Welcome to 2010. Whenever I get another holiday behind me, I take a minute to think about what I did and didn't do. I try to make note of which recipes I used, which cookies turned out really well, which version of collards I persuaded my collard-hating husband to eat.
So, since there is only 11 months until we face the holidays again, I'd like to know:
1. Which cookie did you get or make that turned out particularly well? Did you add something new to your repertoire?
2. Did you wish The Observer had given you directions for cooking collards for New Years? We skipped the lucky foods this year in favor of rounding up great recipes froim 2009. But there's always next year, so let me know if that's something we need to add.
My favorite 'new' cookie/sweet addition was a recipe I saw in the online Bon Appetit sweet competition between food bloggers--I'm sorry I can't give credit, because I don't remember who it belonged to--will research--but it was regular chocolate bark, made on pan lined with saltine crackers. Believe me, it doesn't even begin to sound as good as it is. I made it with the 60% cacao pieces and toasted pecans. I"m searching for a new reason to make it again.
ReplyDeleteNext was the Pumpkin Cake with Orange-Cream Cheese Frosting from Bon Appetit Nov. issue.
Finally, bourbon ham--will be on my every 'cooking for a crowd' menu.
And, no--surely we know how to cook collards by now!
So which version of collards did your husband eat?
ReplyDeleteTo answer your questions:
1. Sorry, I don't bake :-)
2. Chances are, anyone who eats peas and collards already knows how to cook them...but you should run it anyway for people who are curious.
Stephen, for this year's collards, I sweated a diced onion and red pepper flakes in some olive oil, added chopped collards a handful at a time, stirring them to coat them with the oil, and then added turkey stock I froze after Thanksgiving and cooked them for about 90 minutes.
ReplyDeleteUsually, though, my go-to trick for collard haters is to cook collards and cabbage separately, then chop them and combine them. The sweetness of the cabbage tones the collardy-ness and even non-green people like them.
We've only been living in the Carolinas for three years so we're not ready to cook collards yet. However, the black-eyed peas for "Good Luck in the New Year" is a great idea especially teamed with stewed tomatoes.
ReplyDeleteFrom my friend, baker extraordinaire Betty Lee:
ReplyDeleteMy (and the family's) new favorite cookie is an adapted recipe from Paula Deen's Monster cookies. It contains oatmeal, peanut butter, chocolate chips, M&M's, craisins or dried cherries, and a touch of flour (her recipe didn't have flour). This was the best chewiest cookies I've made (I've only achieved truly chewy chocolate chip cookies on a hit or miss basis over the last 25 years). These cookies are amazing; relatively healthy and stayed fresh and chewy for 5 days. I made over 200 and brought them down to the local crisis ministry over Christmas and subsequently made 3 more batches for us.
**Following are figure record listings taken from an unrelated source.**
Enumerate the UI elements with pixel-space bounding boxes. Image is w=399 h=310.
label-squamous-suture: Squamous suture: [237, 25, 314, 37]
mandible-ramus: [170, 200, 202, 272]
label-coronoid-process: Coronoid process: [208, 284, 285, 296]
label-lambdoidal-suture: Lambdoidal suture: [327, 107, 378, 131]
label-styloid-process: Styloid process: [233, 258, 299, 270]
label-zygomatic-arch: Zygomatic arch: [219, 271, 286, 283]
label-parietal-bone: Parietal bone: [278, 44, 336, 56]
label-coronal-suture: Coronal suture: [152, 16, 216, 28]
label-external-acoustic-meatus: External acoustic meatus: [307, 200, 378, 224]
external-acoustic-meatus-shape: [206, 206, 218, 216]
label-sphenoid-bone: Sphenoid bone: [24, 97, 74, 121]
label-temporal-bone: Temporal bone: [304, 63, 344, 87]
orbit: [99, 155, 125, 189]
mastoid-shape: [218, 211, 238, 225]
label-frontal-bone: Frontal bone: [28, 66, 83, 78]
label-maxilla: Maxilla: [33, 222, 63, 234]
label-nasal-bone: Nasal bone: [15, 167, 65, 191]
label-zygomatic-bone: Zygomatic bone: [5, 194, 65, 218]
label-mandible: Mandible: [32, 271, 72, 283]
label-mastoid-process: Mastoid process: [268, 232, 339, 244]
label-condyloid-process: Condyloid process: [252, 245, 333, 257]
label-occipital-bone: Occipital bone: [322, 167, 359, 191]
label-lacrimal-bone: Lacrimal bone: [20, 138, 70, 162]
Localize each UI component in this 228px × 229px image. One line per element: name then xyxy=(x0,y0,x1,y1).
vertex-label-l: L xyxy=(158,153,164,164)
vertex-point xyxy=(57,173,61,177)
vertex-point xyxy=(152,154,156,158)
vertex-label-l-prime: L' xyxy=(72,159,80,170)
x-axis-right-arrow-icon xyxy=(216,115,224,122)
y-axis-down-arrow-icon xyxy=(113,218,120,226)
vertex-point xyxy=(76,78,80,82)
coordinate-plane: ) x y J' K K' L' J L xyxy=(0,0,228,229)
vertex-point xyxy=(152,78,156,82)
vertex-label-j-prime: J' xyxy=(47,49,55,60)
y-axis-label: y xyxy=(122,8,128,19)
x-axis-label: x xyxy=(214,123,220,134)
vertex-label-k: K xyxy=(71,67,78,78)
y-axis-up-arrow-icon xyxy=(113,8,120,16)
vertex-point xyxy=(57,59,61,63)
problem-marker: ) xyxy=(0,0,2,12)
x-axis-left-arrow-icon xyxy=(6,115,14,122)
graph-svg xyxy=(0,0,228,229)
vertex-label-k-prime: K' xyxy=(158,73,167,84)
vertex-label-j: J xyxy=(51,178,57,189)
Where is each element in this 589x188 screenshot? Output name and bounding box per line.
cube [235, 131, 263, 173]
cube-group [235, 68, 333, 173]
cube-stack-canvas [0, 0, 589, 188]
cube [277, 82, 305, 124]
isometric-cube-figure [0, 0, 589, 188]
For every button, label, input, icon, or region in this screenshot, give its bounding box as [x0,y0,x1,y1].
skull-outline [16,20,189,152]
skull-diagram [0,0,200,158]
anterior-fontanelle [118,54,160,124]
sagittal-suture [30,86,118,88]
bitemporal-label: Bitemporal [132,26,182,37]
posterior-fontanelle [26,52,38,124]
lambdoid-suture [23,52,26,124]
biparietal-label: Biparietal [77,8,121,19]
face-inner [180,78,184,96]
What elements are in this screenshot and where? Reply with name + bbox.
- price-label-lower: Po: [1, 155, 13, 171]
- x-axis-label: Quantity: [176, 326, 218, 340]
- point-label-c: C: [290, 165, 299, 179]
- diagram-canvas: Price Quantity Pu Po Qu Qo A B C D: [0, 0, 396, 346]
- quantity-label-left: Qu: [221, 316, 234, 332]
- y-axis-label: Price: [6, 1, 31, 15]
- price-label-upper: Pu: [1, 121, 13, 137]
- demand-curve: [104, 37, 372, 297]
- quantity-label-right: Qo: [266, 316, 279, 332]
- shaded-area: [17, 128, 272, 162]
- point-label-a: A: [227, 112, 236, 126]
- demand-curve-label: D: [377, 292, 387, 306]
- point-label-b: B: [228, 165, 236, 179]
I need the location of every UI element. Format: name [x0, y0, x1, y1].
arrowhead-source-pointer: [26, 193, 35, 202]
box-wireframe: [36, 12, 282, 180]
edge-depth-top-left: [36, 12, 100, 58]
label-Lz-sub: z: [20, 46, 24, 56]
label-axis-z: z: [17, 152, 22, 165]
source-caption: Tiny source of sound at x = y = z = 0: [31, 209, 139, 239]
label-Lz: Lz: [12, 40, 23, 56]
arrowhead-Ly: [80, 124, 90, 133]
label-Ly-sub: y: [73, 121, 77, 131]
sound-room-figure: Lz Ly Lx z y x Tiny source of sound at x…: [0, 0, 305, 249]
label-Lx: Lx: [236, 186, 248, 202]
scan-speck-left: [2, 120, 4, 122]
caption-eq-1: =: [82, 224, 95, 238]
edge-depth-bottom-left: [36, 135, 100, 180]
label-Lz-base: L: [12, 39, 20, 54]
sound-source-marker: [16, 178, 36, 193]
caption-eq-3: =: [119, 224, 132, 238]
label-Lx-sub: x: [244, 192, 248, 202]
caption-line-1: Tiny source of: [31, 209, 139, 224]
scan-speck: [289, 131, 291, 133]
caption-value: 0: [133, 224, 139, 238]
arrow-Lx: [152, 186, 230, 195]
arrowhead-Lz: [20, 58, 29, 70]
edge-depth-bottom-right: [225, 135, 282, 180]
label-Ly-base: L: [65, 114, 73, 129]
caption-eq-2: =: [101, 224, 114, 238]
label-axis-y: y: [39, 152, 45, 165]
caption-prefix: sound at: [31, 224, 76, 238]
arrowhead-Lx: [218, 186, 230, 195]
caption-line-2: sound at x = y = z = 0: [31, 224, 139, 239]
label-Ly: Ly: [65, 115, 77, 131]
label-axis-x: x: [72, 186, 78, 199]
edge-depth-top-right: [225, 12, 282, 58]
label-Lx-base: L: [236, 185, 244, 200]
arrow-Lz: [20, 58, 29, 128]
They are addictive.
My favorite relatively new cookie recipe is Triple Ginger Cookies, which I found online a year or so ago. My husband is not a cake eater but loves ginger, so these cookies (with Ben & Jerry's Cinnamon Buns ice cream) have become his birthday dessert. If you like ginger, they are fabulous! I served them to supper guests a few nights ago, though, and you could tell that a couple of people were NOT ginger fans. Their loss!
ReplyDeleteAnnelle, I make chocolate toffee with a base of saltines -- wonder if my recipe is similar to yours. It has a layer of butter/brown sugar toffee over the saltines and under the chocolate (I agree that bittersweet chocolate is wonderful in this) and pecans. So yummy.
Nobody in my family likes collards, so we've decided that any "greens" will do for New Year's Day dinner. Spinach salad is good with hoppin' john!